Finally, Pasteur was ready with his cure for rabies:

"At first Pasteur thought of shooting his weakened rabies into all the dogs of France in one stupendous Napoleonic series of injections: "We must remember that no human being is attacked with rabies except after being bitten by a rabid dog. . . . Now if we wipe it out of dogs with our vaccine . . ." he suggested to the famous veterinarian, Nocard, who laughed and shook his head. There are more than a hundred thousand dogs and hounds and puppies in the city of Paris alone," Nocard told him, "and than two million, five hundred thousand dogs in all of France -- and if each of these brutes had to get fourteen shots of your vaccine fourteen days in a row . . . where would you get the men? Where would you get the time? where the devil would you get the rabbits? Where would you get sick spinal cord enough to make one-thousandth enough vaccine?" Then finally there dawned on Pasteur a simple way out of his trouble: "It's not the dogs we must give our fourteen doses of vaccine," he pondered, "it's the human beings that have been bitten by mad dogs. . . .(Microbe Hunters, p.177)."

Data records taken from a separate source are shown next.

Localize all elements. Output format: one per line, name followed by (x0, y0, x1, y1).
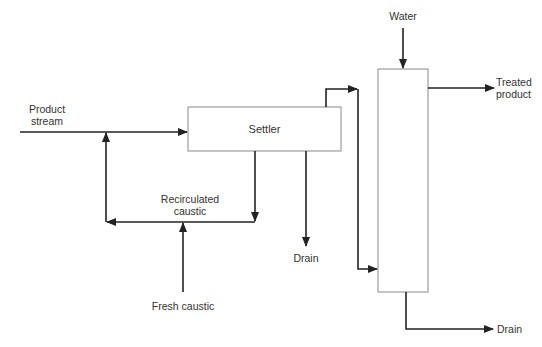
treated-product-label-line1: Treated (496, 76, 542, 88)
settler-to-column-line-b (358, 89, 377, 269)
recirculated-caustic-label-line2: caustic (150, 205, 230, 217)
recirculated-caustic-label: Recirculated caustic (150, 193, 230, 217)
treated-product-label: Treated product (496, 76, 542, 100)
product-stream-label: Product stream (22, 103, 72, 127)
settler-to-column-line-a (326, 89, 357, 107)
wash-column (378, 69, 428, 292)
column-drain-line (406, 292, 493, 329)
column-drain-label: Drain (497, 323, 537, 335)
fresh-caustic-label: Fresh caustic (148, 300, 218, 312)
product-stream-label-line2: stream (22, 115, 72, 127)
water-label: Water (383, 10, 423, 22)
settler-label: Settler (188, 123, 341, 135)
product-stream-label-line1: Product (22, 103, 72, 115)
treated-product-label-line2: product (496, 88, 542, 100)
recirculated-caustic-label-line1: Recirculated (150, 193, 230, 205)
process-flow-diagram (0, 0, 542, 347)
settler-drain-label: Drain (286, 252, 326, 264)
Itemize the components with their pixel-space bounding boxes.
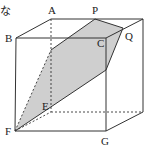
label-B: B	[5, 32, 12, 44]
edge-B-A	[16, 19, 51, 38]
label-G: G	[101, 135, 109, 147]
label-A: A	[48, 4, 56, 16]
label-F: F	[5, 125, 11, 137]
edge-G-backbottomright	[106, 112, 143, 131]
cross-section-shaded	[15, 19, 123, 131]
label-P: P	[92, 4, 98, 16]
label-C: C	[97, 37, 104, 49]
cube-diagram: な A P B C Q E F G	[0, 0, 144, 148]
edge-B-F	[15, 38, 16, 131]
partial-text: な	[0, 5, 11, 17]
label-E: E	[42, 100, 49, 112]
label-Q: Q	[125, 30, 133, 42]
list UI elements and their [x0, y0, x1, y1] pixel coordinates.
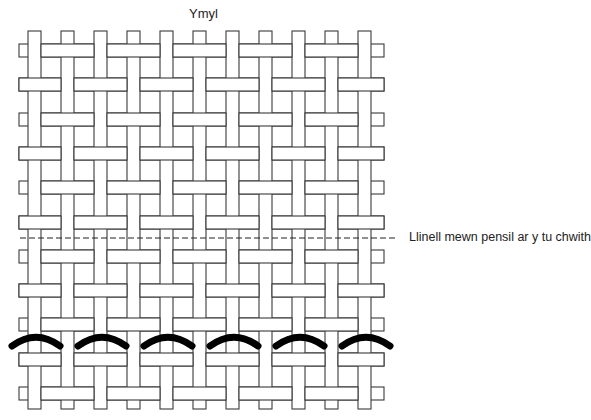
weft-over-segment	[206, 353, 259, 366]
weft-over-segment	[19, 284, 61, 297]
weft-over-segment	[74, 78, 127, 91]
weft-over-segment	[338, 78, 384, 91]
warp-strip	[193, 31, 206, 409]
weft-over-segment	[305, 250, 358, 263]
weft-over-segment	[107, 250, 160, 263]
weft-over-segment	[140, 284, 193, 297]
weft-over-segment	[173, 387, 226, 400]
weft-over-segment	[239, 387, 292, 400]
weft-over-segment	[107, 113, 160, 126]
weft-over-segment	[19, 353, 61, 366]
weft-over-segment	[107, 318, 160, 331]
weft-over-segment	[206, 216, 259, 229]
weft-over-segment	[107, 387, 160, 400]
weft-over-segment	[74, 284, 127, 297]
warp-strip	[61, 31, 74, 409]
warp-strip	[325, 31, 338, 409]
warp-strip	[259, 31, 272, 409]
weft-over-segment	[74, 216, 127, 229]
weft-over-segment	[140, 78, 193, 91]
weft-over-segment	[272, 216, 325, 229]
weft-over-segment	[338, 284, 384, 297]
weft-over-segment	[239, 113, 292, 126]
diagram-title: Ymyl	[189, 6, 218, 21]
weft-over-segment	[173, 318, 226, 331]
pencil-line-label: Llinell mewn pensil ar y tu chwith	[409, 230, 591, 244]
weft-over-segment	[206, 147, 259, 160]
weft-over-segment	[140, 353, 193, 366]
weft-over-segment	[338, 147, 384, 160]
weft-over-segment	[239, 181, 292, 194]
weft-over-segment	[305, 113, 358, 126]
weft-over-segment	[19, 78, 61, 91]
weft-over-segment	[239, 318, 292, 331]
weft-over-segment	[305, 318, 358, 331]
weft-over-segment	[41, 318, 94, 331]
weft-over-segment	[41, 44, 94, 57]
weft-over-segment	[272, 78, 325, 91]
weft-over-segment	[173, 113, 226, 126]
weft-over-segment	[41, 387, 94, 400]
warp-strip	[127, 31, 140, 409]
weft-over-segment	[272, 353, 325, 366]
weft-over-segment	[305, 44, 358, 57]
weft-over-segment	[239, 44, 292, 57]
weft-over-segment	[173, 250, 226, 263]
weft-over-segment	[272, 284, 325, 297]
weft-over-segment	[173, 181, 226, 194]
weft-over-segment	[140, 216, 193, 229]
weft-over-segment	[41, 113, 94, 126]
weft-over-segment	[338, 216, 384, 229]
weft-over-segment	[305, 181, 358, 194]
weft-over-segment	[74, 147, 127, 160]
weft-over-segment	[206, 78, 259, 91]
weft-over-segment	[140, 147, 193, 160]
weft-over-segment	[272, 147, 325, 160]
weft-over-segment	[74, 353, 127, 366]
weft-over-segment	[41, 250, 94, 263]
weft-over-segment	[338, 353, 384, 366]
weft-over-segment	[173, 44, 226, 57]
weft-over-segment	[239, 250, 292, 263]
weft-over-segment	[19, 216, 61, 229]
weft-over-segment	[41, 181, 94, 194]
weft-over-segment	[305, 387, 358, 400]
weft-over-segment	[19, 147, 61, 160]
weft-over-segment	[107, 44, 160, 57]
weft-over-segment	[206, 284, 259, 297]
weft-over-segment	[107, 181, 160, 194]
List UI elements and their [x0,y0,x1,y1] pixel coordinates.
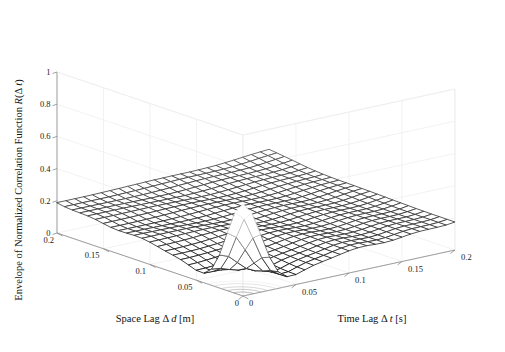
z-tick-0p6: 0.6 [40,131,51,141]
z-tick-0p4: 0.4 [40,164,51,174]
z-tick-0p8: 0.8 [40,99,51,109]
z-tick-1: 1 [46,67,50,77]
z-tick-0p2: 0.2 [40,196,51,206]
space-tick-0p05: 0.05 [178,282,193,292]
time-tick-0p15: 0.15 [408,264,423,274]
space-tick-0p15: 0.15 [85,250,100,260]
space-tick-0p1: 0.1 [135,266,146,276]
time-tick-0p2: 0.2 [461,252,472,262]
plot-canvas: 10.80.60.40.200.20.150.10.05000.050.10.1… [0,0,505,352]
time-tick-0p1: 0.1 [355,275,366,285]
time-tick-0p05: 0.05 [302,287,317,297]
surface-mesh [57,149,455,276]
base-contour [208,281,284,294]
space-tick-0p2: 0.2 [43,235,54,245]
space-tick-0: 0 [235,298,239,308]
figure-3d-surface-plot: 10.80.60.40.200.20.150.10.05000.050.10.1… [0,0,505,352]
time-tick-0: 0 [249,298,253,308]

There you have it: Pasteur saw no difference between men and woman made in the image of God and . . . DOGS!! He wanted to inject foul deadly matter from diseased rabbits and dogs directly into the bloodstream of men and woman!!

This Roman Catholic experimenter died clutching the crucifix -- and instrument of DEATH!!

"He died in 1895 in a little house near the kennels where they now kept his rabid dogs, at Villeneuve L'Etang, just outside of Paris. His end was that of the devout Catholic, the mystic he had always been. In one hand he held a crucifix and in the other lay the hand of the most patient, obscure and important of his collaborators -- Madame Pasteur (Microbe Hunters, p. 182)."


References

De Kruif, Paul, Microbe Hunters, Harcourt, Brace & World, New York, 1926.

Hume, Ethel Douglas, Pasteur Exposed, The False Foundations of Modern Medicine, Bookreal, Australia, 1989.